Narrative Pedagogy
Learning and Narrative Pedagogy
The mystery of self is at the centre of education and learning because good teaching starts from there; and ultimately, the mystery of being human is reflected in the teacher’s narrative. This makes narrative exchange the precondition of pedagogy because learning is about becoming.
Narrative pedagogy also involves deep relationships. In Chapter Five, we discussed how the narrative process is a whole-person encounter that involves emotion, intuition, and the human spirit. The relationship between the teacher and the learner is the key to narrative learning. Nodding (2010) claims that relationship is ontologically basic. ‘Human beings are born from and into relation; it is our original condition’ (p. 390), and that approaching the world through a caring relation,
we are more likely to listen attentively to others. In a caring relation, the carer is first of all attentive to the cared-for, and this attention is receptive; that is the carer puts aside her own values and projects, and tries to understand the expressed needs of the cared-for (p. 391).
In Noddings’ terms, the carer is a teacher, and the cared-for, the learner. This withdrawing of the teacher’s values in order to attend to the projects of the learner is a non-judgemental approach to the learner’s narrative, which does not exclude the opportunity for the teacher to attend to what in the learner’s narrative is at odds with his/her own perspectives. We don’t see that Noddings’ claim here contradicts Gadamar’s view of integrating bias that arises from one’s tradition and horizons in the process of understanding the other, reviewed in Chapter Five. This is because by putting aside temporarily the teacher’s own projects, s/he focuses on the learner’s needs and projects in order to maintain a caring relationship. Meanwhile, to evaluate and respond to a wide range of needs expressed by the learner, the teacher ‘must expand the breadth of her competence’ (ibid. p. 391). Noddings suggests that to complete the relationship, the learner must recognise the teacher’s effort as caring. She writes:
The response of the cared-for is an act of reciprocity, but it is not the contractual reciprocity so familiar to us in traditional Western philosophy. The cared-for usually cannot do for the carer what the carer can do for the cared-for, nor must he promise payment of some kind. The act of recognition is itself a form of reciprocity – completing the relation and providing confirmatory evidence that the carer is on the right track (ibid.).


• Brief:
Check each line of the data, and copy those where "will" appears.

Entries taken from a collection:
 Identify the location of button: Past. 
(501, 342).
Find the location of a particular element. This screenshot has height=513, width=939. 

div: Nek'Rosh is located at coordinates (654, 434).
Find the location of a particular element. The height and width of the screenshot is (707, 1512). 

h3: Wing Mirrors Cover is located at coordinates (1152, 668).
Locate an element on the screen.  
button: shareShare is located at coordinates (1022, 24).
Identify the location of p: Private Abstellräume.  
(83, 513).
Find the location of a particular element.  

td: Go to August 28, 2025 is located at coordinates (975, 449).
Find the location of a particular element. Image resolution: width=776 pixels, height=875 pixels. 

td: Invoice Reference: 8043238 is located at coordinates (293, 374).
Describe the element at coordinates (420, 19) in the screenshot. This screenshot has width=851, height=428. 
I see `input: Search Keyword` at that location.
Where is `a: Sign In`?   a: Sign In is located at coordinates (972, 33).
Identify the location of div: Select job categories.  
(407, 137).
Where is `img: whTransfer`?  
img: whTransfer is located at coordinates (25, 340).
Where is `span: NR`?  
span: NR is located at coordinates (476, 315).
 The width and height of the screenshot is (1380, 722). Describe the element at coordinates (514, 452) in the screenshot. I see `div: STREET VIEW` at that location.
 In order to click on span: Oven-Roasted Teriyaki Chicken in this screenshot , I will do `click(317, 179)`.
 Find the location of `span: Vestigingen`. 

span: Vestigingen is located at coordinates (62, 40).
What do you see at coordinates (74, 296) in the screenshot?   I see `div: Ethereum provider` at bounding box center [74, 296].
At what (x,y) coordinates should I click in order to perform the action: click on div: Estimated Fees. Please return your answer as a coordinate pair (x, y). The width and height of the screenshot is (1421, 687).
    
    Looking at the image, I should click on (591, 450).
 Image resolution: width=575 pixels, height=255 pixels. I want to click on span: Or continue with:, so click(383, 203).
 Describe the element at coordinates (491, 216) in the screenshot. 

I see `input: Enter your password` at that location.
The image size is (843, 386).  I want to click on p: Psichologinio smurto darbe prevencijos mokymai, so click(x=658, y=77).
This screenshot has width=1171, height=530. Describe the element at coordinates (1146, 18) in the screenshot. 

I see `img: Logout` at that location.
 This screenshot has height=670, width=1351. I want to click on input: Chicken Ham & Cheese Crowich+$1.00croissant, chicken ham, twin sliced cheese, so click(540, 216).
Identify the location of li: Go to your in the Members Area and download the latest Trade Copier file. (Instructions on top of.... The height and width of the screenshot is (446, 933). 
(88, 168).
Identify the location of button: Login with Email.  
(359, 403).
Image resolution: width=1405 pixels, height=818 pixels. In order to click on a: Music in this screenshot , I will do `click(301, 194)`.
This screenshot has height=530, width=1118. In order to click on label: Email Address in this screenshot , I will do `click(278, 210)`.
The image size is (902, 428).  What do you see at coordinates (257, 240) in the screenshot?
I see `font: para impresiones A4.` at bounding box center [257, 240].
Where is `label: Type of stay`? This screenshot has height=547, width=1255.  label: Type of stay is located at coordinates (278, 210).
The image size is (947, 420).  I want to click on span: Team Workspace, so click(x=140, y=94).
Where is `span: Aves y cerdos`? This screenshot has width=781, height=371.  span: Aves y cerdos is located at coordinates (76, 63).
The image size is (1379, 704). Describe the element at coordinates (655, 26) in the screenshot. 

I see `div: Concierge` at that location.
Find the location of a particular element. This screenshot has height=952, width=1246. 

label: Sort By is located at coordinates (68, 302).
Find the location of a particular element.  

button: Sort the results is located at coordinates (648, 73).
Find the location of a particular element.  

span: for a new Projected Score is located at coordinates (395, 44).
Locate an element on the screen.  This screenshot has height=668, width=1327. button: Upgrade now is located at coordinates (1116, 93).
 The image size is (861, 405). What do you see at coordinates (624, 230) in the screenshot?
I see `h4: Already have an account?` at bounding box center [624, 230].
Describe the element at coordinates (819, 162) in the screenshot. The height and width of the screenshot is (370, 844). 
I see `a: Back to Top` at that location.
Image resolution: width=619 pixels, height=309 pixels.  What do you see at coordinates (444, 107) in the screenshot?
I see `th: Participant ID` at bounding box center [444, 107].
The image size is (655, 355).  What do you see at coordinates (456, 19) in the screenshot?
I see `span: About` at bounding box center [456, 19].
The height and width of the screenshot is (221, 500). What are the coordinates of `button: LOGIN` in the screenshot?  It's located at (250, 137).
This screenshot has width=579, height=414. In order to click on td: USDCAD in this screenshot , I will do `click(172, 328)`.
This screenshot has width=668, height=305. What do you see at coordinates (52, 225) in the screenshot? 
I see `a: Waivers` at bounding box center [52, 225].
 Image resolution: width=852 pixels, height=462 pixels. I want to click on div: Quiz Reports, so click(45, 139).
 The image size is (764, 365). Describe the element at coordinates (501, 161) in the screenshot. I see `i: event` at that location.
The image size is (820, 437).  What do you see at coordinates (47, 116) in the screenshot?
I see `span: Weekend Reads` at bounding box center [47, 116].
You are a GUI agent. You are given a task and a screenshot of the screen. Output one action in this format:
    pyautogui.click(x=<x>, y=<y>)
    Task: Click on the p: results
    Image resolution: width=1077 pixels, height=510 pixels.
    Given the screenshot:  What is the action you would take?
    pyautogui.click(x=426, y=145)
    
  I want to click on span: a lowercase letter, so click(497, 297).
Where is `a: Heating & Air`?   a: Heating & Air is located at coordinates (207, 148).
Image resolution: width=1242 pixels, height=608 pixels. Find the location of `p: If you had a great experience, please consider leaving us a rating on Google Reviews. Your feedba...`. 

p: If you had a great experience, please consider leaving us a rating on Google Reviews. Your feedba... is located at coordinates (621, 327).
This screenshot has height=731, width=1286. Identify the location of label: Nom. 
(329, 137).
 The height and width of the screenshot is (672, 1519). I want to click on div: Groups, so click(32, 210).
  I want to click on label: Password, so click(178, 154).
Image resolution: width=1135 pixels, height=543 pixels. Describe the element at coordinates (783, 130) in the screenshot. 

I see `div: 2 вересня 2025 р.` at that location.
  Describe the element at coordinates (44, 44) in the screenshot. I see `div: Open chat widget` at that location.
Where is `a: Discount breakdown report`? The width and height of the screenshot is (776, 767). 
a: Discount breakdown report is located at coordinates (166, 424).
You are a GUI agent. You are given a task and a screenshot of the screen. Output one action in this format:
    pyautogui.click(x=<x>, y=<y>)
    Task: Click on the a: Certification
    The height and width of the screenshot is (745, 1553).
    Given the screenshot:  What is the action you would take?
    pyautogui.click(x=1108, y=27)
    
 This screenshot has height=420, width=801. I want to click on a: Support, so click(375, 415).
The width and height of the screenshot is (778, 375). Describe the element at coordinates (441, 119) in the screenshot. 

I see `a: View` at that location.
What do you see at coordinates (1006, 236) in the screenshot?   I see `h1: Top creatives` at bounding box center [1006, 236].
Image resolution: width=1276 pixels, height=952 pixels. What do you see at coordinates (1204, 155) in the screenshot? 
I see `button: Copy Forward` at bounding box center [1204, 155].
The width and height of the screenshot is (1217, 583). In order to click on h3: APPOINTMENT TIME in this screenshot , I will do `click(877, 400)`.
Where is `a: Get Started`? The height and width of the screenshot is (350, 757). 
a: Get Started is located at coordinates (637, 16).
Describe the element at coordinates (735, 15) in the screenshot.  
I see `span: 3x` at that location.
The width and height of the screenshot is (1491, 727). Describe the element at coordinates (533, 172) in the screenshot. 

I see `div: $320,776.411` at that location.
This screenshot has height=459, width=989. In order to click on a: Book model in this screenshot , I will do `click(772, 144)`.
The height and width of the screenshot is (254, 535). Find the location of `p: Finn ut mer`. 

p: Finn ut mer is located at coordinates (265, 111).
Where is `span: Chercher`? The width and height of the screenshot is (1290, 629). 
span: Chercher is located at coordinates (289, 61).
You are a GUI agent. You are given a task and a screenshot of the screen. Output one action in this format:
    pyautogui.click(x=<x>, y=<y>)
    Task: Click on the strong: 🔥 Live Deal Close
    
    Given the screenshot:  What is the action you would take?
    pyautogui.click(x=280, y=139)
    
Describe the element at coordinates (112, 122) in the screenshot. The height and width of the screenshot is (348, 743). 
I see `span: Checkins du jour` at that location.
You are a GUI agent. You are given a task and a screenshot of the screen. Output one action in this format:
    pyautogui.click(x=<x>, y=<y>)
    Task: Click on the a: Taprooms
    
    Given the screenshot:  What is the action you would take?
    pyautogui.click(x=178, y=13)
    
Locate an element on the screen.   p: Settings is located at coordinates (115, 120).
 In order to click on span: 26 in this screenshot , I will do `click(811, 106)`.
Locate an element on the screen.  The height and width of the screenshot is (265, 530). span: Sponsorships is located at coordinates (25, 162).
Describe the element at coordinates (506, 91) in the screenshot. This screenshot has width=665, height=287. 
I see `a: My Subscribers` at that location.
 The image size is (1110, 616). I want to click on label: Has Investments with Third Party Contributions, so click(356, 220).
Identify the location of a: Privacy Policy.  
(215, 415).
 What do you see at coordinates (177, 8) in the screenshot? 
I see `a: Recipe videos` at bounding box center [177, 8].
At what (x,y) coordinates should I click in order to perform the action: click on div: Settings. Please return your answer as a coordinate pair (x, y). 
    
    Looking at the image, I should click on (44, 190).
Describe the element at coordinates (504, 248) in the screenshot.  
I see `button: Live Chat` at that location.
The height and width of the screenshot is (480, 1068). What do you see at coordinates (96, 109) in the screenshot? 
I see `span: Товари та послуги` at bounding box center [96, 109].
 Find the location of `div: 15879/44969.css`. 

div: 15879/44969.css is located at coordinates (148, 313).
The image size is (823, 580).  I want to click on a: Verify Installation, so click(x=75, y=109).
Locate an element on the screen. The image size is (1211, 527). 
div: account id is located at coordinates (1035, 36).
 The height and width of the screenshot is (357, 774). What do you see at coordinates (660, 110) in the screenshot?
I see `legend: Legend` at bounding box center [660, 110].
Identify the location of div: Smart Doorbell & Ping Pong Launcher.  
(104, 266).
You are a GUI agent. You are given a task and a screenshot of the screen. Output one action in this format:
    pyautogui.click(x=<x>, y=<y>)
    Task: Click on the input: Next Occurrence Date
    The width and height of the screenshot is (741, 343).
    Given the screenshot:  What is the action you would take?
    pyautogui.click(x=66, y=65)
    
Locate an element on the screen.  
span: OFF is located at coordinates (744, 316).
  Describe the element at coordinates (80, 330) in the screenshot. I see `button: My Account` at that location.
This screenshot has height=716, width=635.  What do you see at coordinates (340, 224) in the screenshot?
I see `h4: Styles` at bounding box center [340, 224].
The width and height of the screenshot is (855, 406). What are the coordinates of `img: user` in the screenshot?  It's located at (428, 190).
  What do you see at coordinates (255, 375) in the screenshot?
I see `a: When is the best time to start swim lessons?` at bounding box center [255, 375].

• Worked solution:
 In order to click on span: Oven-Roasted Teriyaki Chicken in this screenshot , I will do `click(317, 179)`.
Image resolution: width=1405 pixels, height=818 pixels. In order to click on a: Music in this screenshot , I will do `click(301, 194)`.
This screenshot has height=530, width=1118. In order to click on label: Email Address in this screenshot , I will do `click(278, 210)`.
This screenshot has width=579, height=414. In order to click on td: USDCAD in this screenshot , I will do `click(172, 328)`.
The width and height of the screenshot is (1217, 583). In order to click on h3: APPOINTMENT TIME in this screenshot , I will do `click(877, 400)`.
This screenshot has height=459, width=989. In order to click on a: Book model in this screenshot , I will do `click(772, 144)`.
 In order to click on span: 26 in this screenshot , I will do `click(811, 106)`.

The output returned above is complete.